By: Amy Jin
Some 46,000 years ago, when the wooly mammoth still roamed the Earth, two roundworms got confined in the Siberian permafrost.
About four millenia later, the pair of worms defrosted and started to wiggle, proving that life could be paused almost forever.
This finding (published by PLOS Genetics) offers an understanding of how these nematodes (worms) can survive in extreme circumstances for a long amount of time.
In 2018, scientist Anastasia Shatilovich (from the Institute of Physicochemical and Biological Problems in Soil Science RAS in Russia) melted two female worms that were dug up inside a frozen burrow by gophers in the Arctic.
The worms were frozen and buried in approximately 130 feet of frozen ground. Later, however, scientists were able to revive the worms by placing them in water.
After the worms’ revival, the creatures were sent to Germany for further study. There, scientists reported that the worms had died in the lab after a few days and had reproduced several generations of worms in that short amount of time.
Through the use of radiocarbon dating, researchers determined that the worms had been frozen in the late Pleistocene (Ice Age) from about 45,839 to 47,769 years ago.
“No nematodes had been known to achieve such a dormant state for thousands of years at a time,” Teymuras Kurzchalia, a professor at the Max Planck Institute of Molecular Cell Biology and Genetics, proclaimed on Saturday.
The worms used a process called cryptobiosis to survive the extreme cold. Cryptobiosis is a state where life pauses but still lives on, and the researchers at the institute have been trying to understand this procedure and its impact on the worms.
Researchers have identified certain DNA segments in the worms that help them go into a dormant state. It contains the same genes as Caenorhabditis elegans (the roundworm), a creature that can also achieve cryptobiosis.
From this study, they also learned that the nematodes could not survive without certain resources. Dr. Kurzchalia states, “This led us, for instance, to understand that they cannot survive without a specific sugar called trehalose.”
Although there are no “clear practical applications for a deep understanding of cryptobiosis,” Dr. Kurzchalia wants to continue the research.
He says that the discovery of semiconductors took a long time to provide a use, but when it did, it was extraordinary. “That’s the interest of science…You end somewhere you didn’t presume.”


■ What the exercise asks:
In the entries below, count every line with the word "interactable". Return only the count.

· · · · · · ·

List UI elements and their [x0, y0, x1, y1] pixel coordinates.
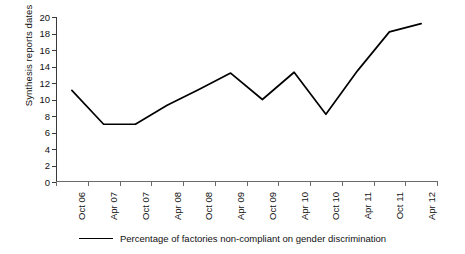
- legend-label: Percentage of factories non-compliant on…: [120, 233, 386, 244]
- x-tick-label: Oct 11: [394, 192, 405, 219]
- x-tick-label: Apr 11: [362, 192, 373, 219]
- x-tick-label: Apr 09: [235, 192, 246, 220]
- line-chart: Synthesis reports dates 2018161412108642…: [0, 0, 465, 254]
- x-tick-label: Apr 08: [172, 192, 183, 220]
- x-tick-label: Oct 09: [267, 192, 278, 220]
- y-tick-label: 20: [28, 11, 50, 24]
- x-tick-mark: [437, 181, 438, 186]
- y-tick-label: 18: [28, 27, 50, 40]
- series-line: [72, 24, 421, 125]
- x-tick-label: Oct 07: [140, 192, 151, 220]
- x-tick-label: Apr 10: [299, 192, 310, 220]
- x-tick-label: Oct 08: [203, 192, 214, 220]
- plot-area: 20181614121086420: [56, 17, 437, 182]
- y-tick-label: 14: [28, 60, 50, 73]
- y-tick-label: 0: [28, 176, 50, 189]
- x-tick-label: Oct 06: [76, 192, 87, 220]
- y-tick-label: 2: [28, 159, 50, 172]
- x-tick-label: Apr 12: [426, 192, 437, 220]
- y-tick-label: 16: [28, 44, 50, 57]
- y-tick-label: 8: [28, 110, 50, 123]
- y-tick-label: 4: [28, 143, 50, 156]
- legend-line-marker: [79, 238, 113, 239]
- y-tick-label: 12: [28, 77, 50, 90]
- chart-legend: Percentage of factories non-compliant on…: [0, 233, 465, 244]
- x-tick-label: Apr 07: [108, 192, 119, 220]
- series-lines: [56, 17, 437, 182]
- y-tick-label: 10: [28, 93, 50, 106]
- y-tick-label: 6: [28, 126, 50, 139]
- x-tick-label: Oct 10: [330, 192, 341, 220]
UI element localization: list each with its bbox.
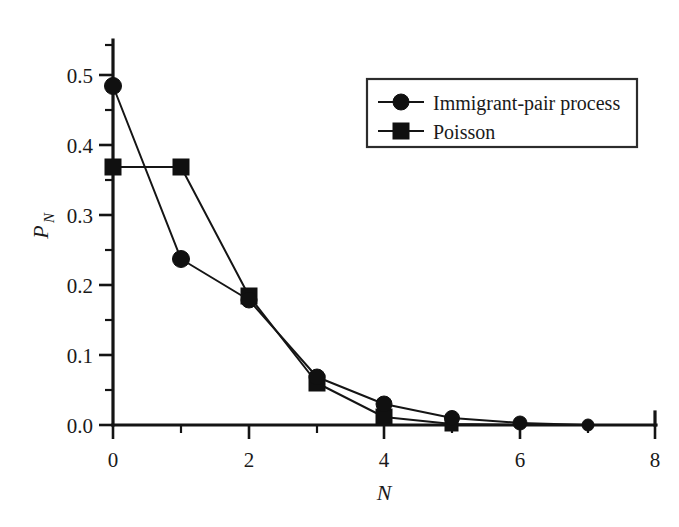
immigrant-pair-marker-7: [582, 419, 594, 431]
y-tick-label-1: 0.1: [67, 344, 93, 368]
legend-label-0: Immigrant-pair process: [433, 92, 620, 115]
immigrant-pair-marker-3: [309, 369, 325, 385]
x-tick-label-3: 6: [515, 448, 526, 472]
immigrant-pair-marker-4: [376, 396, 392, 412]
x-tick-label-2: 4: [379, 448, 390, 472]
immigrant-pair-marker-2: [241, 292, 257, 308]
poisson-marker-0: [105, 159, 121, 175]
y-axis-title: P: [28, 225, 53, 239]
y-tick-label-2: 0.2: [67, 274, 93, 298]
legend-circle-marker-icon: [393, 94, 409, 110]
immigrant-pair-marker-0: [105, 78, 122, 95]
immigrant-pair-marker-1: [173, 251, 190, 268]
y-tick-label-4: 0.4: [67, 134, 94, 158]
immigrant-pair-marker-5: [445, 411, 460, 426]
chart-figure: 0.0 0.1 0.2 0.3 0.4 0.5 0 2 4 6: [0, 0, 679, 527]
legend-label-1: Poisson: [433, 121, 495, 143]
immigrant-pair-marker-6: [513, 416, 527, 430]
x-tick-label-0: 0: [108, 448, 119, 472]
y-tick-label-5: 0.5: [67, 64, 93, 88]
x-tick-label-1: 2: [244, 448, 255, 472]
legend-square-marker-icon: [393, 123, 409, 139]
y-tick-label-3: 0.3: [67, 204, 93, 228]
y-axis-title-subscript: N: [41, 212, 57, 224]
chart-legend[interactable]: Immigrant-pair process Poisson: [367, 79, 637, 147]
y-tick-label-0: 0.0: [67, 414, 93, 438]
chart-svg: 0.0 0.1 0.2 0.3 0.4 0.5 0 2 4 6: [0, 0, 679, 527]
x-tick-label-4: 8: [650, 448, 661, 472]
poisson-marker-1: [173, 159, 189, 175]
x-axis-title: N: [376, 480, 393, 505]
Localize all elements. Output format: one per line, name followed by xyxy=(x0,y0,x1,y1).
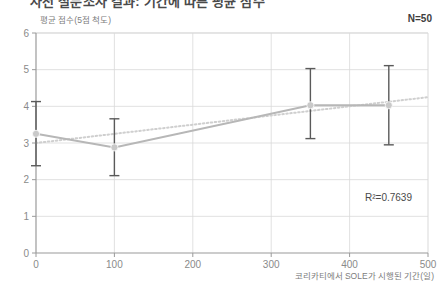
data-point-marker xyxy=(307,102,314,109)
line-chart: 0123456 0100200300400500 R²=0.7639 xyxy=(0,0,444,289)
y-tick-label: 5 xyxy=(23,64,29,75)
x-tick-label: 500 xyxy=(420,259,437,270)
y-tick-label: 1 xyxy=(23,211,29,222)
series-path xyxy=(36,105,389,147)
error-bars xyxy=(31,66,394,176)
x-tick-label: 400 xyxy=(341,259,358,270)
y-tick-label: 3 xyxy=(23,138,29,149)
data-point-marker xyxy=(32,130,39,137)
x-tick-label: 300 xyxy=(263,259,280,270)
x-tick-label: 0 xyxy=(33,259,39,270)
r-squared-annotation: R²=0.7639 xyxy=(365,192,412,203)
trendline-path xyxy=(36,97,428,143)
y-tick-label: 4 xyxy=(23,101,29,112)
x-tick-label: 100 xyxy=(106,259,123,270)
data-point-marker xyxy=(111,144,118,151)
x-tick-label: 200 xyxy=(184,259,201,270)
y-tick-label: 2 xyxy=(23,174,29,185)
y-tick-label: 6 xyxy=(23,28,29,39)
data-point-marker xyxy=(385,102,392,109)
trendline xyxy=(36,97,428,143)
y-tick-labels: 0123456 xyxy=(23,28,29,259)
y-tick-label: 0 xyxy=(23,248,29,259)
x-tick-marks xyxy=(36,253,428,257)
series-line xyxy=(36,105,389,147)
x-tick-labels: 0100200300400500 xyxy=(33,259,437,270)
r-squared-text: R²=0.7639 xyxy=(365,192,412,203)
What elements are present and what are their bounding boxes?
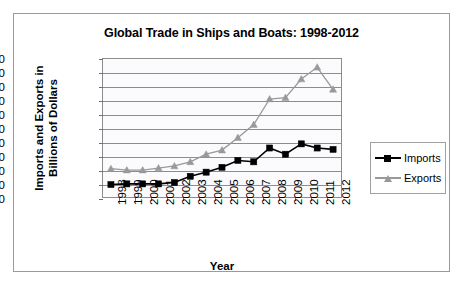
y-axis-tick-label: 60 [0, 151, 5, 163]
legend-label: Exports [404, 172, 441, 184]
series-line-exports [111, 67, 333, 170]
legend-item-imports[interactable]: Imports [375, 148, 441, 168]
data-point-imports-1999 [124, 181, 130, 187]
y-axis-tick-label: 140 [0, 95, 5, 107]
y-axis-tick-label: 200 [0, 53, 5, 65]
chart-title: Global Trade in Ships and Boats: 1998-20… [14, 26, 449, 40]
data-point-imports-2000 [140, 181, 146, 187]
legend-label: Imports [404, 152, 441, 164]
data-point-exports-2007 [250, 121, 257, 127]
y-axis-tick-label: 180 [0, 67, 5, 79]
data-point-imports-2001 [155, 181, 161, 187]
y-axis-tick-label: 20 [0, 179, 5, 191]
data-point-imports-2005 [219, 164, 225, 170]
chart-legend: ImportsExports [370, 142, 446, 194]
data-point-imports-2010 [298, 141, 304, 147]
legend-triangle-marker-icon [384, 175, 392, 182]
legend-key-imports [375, 152, 401, 164]
plot-area: 020406080100120140160180200 199819992000… [102, 58, 342, 198]
data-point-imports-1998 [108, 182, 114, 188]
y-axis-tick-label: 0 [0, 193, 5, 205]
y-axis-title: Imports and Exports in Billions of Dolla… [32, 58, 62, 198]
data-point-exports-2003 [187, 158, 194, 164]
data-point-exports-2011 [314, 64, 321, 70]
data-point-imports-2002 [171, 179, 177, 185]
legend-item-exports[interactable]: Exports [375, 168, 441, 188]
y-axis-tick-label: 80 [0, 137, 5, 149]
data-point-imports-2012 [330, 146, 336, 152]
data-point-imports-2009 [282, 151, 288, 157]
data-point-imports-2011 [314, 145, 320, 151]
series-layer [103, 59, 341, 197]
data-point-imports-2003 [187, 173, 193, 179]
y-axis-tick-label: 40 [0, 165, 5, 177]
y-axis-tick-label: 100 [0, 123, 5, 135]
legend-square-marker-icon [384, 155, 391, 162]
y-axis-tick-label: 160 [0, 81, 5, 93]
y-axis-tick-label: 120 [0, 109, 5, 121]
legend-key-exports [375, 172, 401, 184]
data-point-imports-2007 [251, 159, 257, 165]
data-point-imports-2008 [267, 145, 273, 151]
y-axis-tick-mark [99, 199, 103, 200]
y-axis-title-line-2: Billions of Dollars [46, 58, 60, 198]
data-point-imports-2006 [235, 157, 241, 163]
y-axis-title-line-1: Imports and Exports in [32, 58, 46, 198]
chart-frame: Global Trade in Ships and Boats: 1998-20… [13, 13, 450, 272]
x-axis-tick-label: 2012 [340, 179, 352, 205]
x-axis-title: Year [102, 260, 342, 272]
data-point-imports-2004 [203, 169, 209, 175]
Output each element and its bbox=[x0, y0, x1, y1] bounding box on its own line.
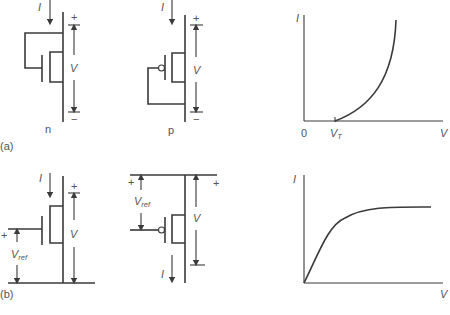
panel-a-label: (a) bbox=[0, 140, 13, 152]
minus-label: − bbox=[71, 113, 77, 125]
plus-label: + bbox=[71, 11, 77, 23]
voltage-label: V bbox=[193, 212, 202, 224]
current-label: I bbox=[39, 172, 42, 184]
iv-curve-a bbox=[335, 20, 396, 121]
gate-inversion-bubble-icon bbox=[159, 227, 165, 233]
graph-b bbox=[304, 175, 443, 283]
threshold-label: VT bbox=[330, 127, 343, 141]
panel-b-label: (b) bbox=[0, 288, 13, 300]
minus-label: − bbox=[193, 113, 199, 125]
current-label: I bbox=[38, 1, 41, 13]
current-label: I bbox=[161, 1, 164, 13]
mosfet-diagram: I + V − n (a) I + V − p I V 0 VT I + V +… bbox=[0, 0, 450, 315]
plus-label: + bbox=[193, 12, 199, 24]
x-axis-label: V bbox=[440, 288, 449, 300]
p-mosfet-vref bbox=[130, 175, 217, 283]
plus-vref-label: + bbox=[1, 229, 7, 241]
gate-inversion-bubble-icon bbox=[159, 65, 165, 71]
voltage-label: V bbox=[70, 62, 79, 74]
plus-label: + bbox=[71, 180, 77, 192]
vref-label: Vref bbox=[134, 195, 151, 209]
vref-label: Vref bbox=[11, 248, 28, 262]
iv-curve-b bbox=[304, 207, 431, 283]
n-mosfet-vref bbox=[8, 173, 95, 283]
voltage-label: V bbox=[70, 228, 79, 240]
voltage-label: V bbox=[193, 64, 202, 76]
graph-a bbox=[304, 15, 443, 122]
current-label: I bbox=[161, 268, 164, 280]
p-type-label: p bbox=[168, 124, 174, 136]
plus-v-label: + bbox=[213, 177, 219, 189]
y-axis-label: I bbox=[296, 12, 299, 24]
x-axis-label: V bbox=[440, 127, 449, 139]
plus-vref-label: + bbox=[128, 176, 134, 188]
n-type-label: n bbox=[45, 123, 51, 135]
origin-label: 0 bbox=[301, 127, 307, 139]
y-axis-label: I bbox=[293, 173, 296, 185]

· · · · · · ·

■ Answer for the task:
3